The Instruction Cycle

Acceleration by Pipelining

Theoretical Performance An ideal pipeline divides a task into k independent

sequential subtasks Each subtask requires 1 time unit to complete The task itself requires k time units to complete

For n iterations of task, the execution times: With no pipelining: nk time units With pipelining: k + (n-1) time units

Speedup of a k-stage pipeline is S = nk / [k+(n-1)] ==> k (for large n)

Acceleration by Pipelining

Pipeline Hazards

Structural Hazards

Data Hazards

Data Hazards

Data Hazards

Control Hazards

Control Hazards

Control Hazards

Control Hazards

Control Hazards

With conditional branch we have a penalty even if the branch has not been taken. This is because we have to wait until the branch condition is available.

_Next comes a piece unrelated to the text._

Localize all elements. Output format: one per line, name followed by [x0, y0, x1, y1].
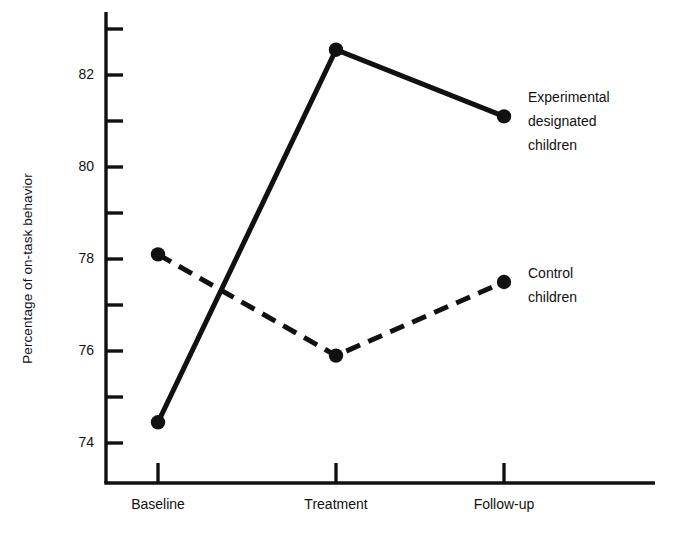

Branch instructions represent a major problem in assuring an optimal flow through the pipeline.

Brief Summary

Structural hazards are due to resource conflicts.

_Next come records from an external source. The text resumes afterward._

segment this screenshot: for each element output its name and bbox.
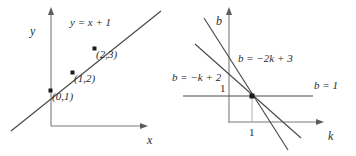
k-axis-tick-label-1: 1 xyxy=(249,126,255,138)
data-point-1-2-label: (1,2) xyxy=(74,72,95,85)
b-axis-tick-label-1: 1 xyxy=(220,82,226,94)
line-label-b-equals-minus-2k-plus-3: b = −2k + 3 xyxy=(238,52,293,64)
left-panel-group: y x y = x + 1 (0,1) (1,2) (2,3) xyxy=(11,7,161,147)
right-panel-group: b k 1 1 b = −2k + 3 b = −k + 2 b = 1 xyxy=(172,7,338,150)
b-axis-label: b xyxy=(216,14,222,28)
x-axis-arrow-icon xyxy=(140,123,148,129)
data-point-0-1-label: (0,1) xyxy=(52,90,73,103)
line-b-equals-minus-2k-plus-3 xyxy=(204,18,288,150)
b-axis-arrow-icon xyxy=(226,7,232,15)
line-label-b-equals-1: b = 1 xyxy=(314,79,338,91)
k-axis-label: k xyxy=(328,129,334,143)
line-equation-label: y = x + 1 xyxy=(69,16,111,28)
k-axis-arrow-icon xyxy=(316,119,324,125)
intersection-point-marker xyxy=(250,94,255,99)
y-axis-label: y xyxy=(29,24,36,38)
figure-svg: y x y = x + 1 (0,1) (1,2) (2,3) xyxy=(0,0,356,156)
data-point-2-3-label: (2,3) xyxy=(96,48,117,61)
line-label-b-equals-minus-k-plus-2: b = −k + 2 xyxy=(172,71,222,83)
x-axis-label: x xyxy=(146,133,153,147)
y-axis-arrow-icon xyxy=(48,7,54,15)
figure-container: y x y = x + 1 (0,1) (1,2) (2,3) xyxy=(0,0,356,156)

Data hazards are produced by data dependencies between instructions.

Control hazards are produced as consequence of branch instructions.

Branches Branch instructions can dramatically affect pipeline

performance. Control operations are very frequent in current programs.

20% - 35% of the instructions executed are branches (conditional and unconditional).

65% of the branches actually take the branch. Conditional branches are much more frequent than

unconditional (more than two times). More than 50% of conditional branches are taken.

Dealing with Branches

Multiple Streams Loop buffer Delayed branching Branch prediction

static prediction dynamic prediction branch history table

Multiple Streams

Have two pipelines Prefetch each branch into a separate pipeline Use appropriate pipeline

Leads to bus & register contention Multiple branches lead to further pipelines being

needed

Loop Buffer

Very fast memory Contain the n most recently fetched instruction Maintained by fetch stage of pipeline Check buffer before fetching from memory Very good for small loops or jumps c.f. cache Used by CRAY-1

Delayed Branching The idea with delayed branching is to let the CPU do some

useful work during some of the cycles which are shown to be stalled

With delayed branching the CPU always executes the instruction that immediately follows after the branch and only then alters (if necessary) the sequence of execution. The instruction after the branch is said to be in the branch delay slot

Leads to bus & register contention Multiple branches lead to further pipelines being needed

Delayed Branching

Delayed Branching

Comparison

Comparison

Delayed Branching

Branch Prediction

Correct branch prediction is very important and can produce substantial performance improvements. static prediction dynamic prediction

To take full advantage of branch prediction, we can have the instructions not only fetched but also begin execution. This is known as speculative execution

Speculative Execution Instructions are executed before the processor

is certain that they are in the correct execution path. If it turns out that the prediction was correct, execution goes on without introducing any branch penalty. If, however, the prediction is not fulfilled, the instruction(s) started in ad-vance and all their associated data must be purged and the state previous to their execution restored.

Static Branch Prediction

Static prediction techniques do not take into consideration execution history.

Predict never taken (Motorola 68020): assumes that the branch is not taken.

Predict always taken: assumes that the branch is taken.

Dynamic Branch Prediction

Improve the accuracy of prediction by recording the history of conditional branches.

One-bit prediction scheme is used in order to record if the last execution resulted

in a branch taken or not. The system predicts the same behavior as for the last time.

Two-bit prediction scheme with a two-bit scheme predictions can be made

depending on the last two instances of execution.

One-Bit Prediction Scheme

Two-Bit Prediction Scheme

Branch History Table History info. can be used not only to predict the

outcome of a conditional branch but also to avoid recalculation of the target address. Together with bits used for prediction, the target address can be stored for later use in a branch history table.

Using D. B. P with history tables up to 90% of predictions can be correct.

Pentium,PowerPC620 use speculative execution with D.B.P based on a branch history table.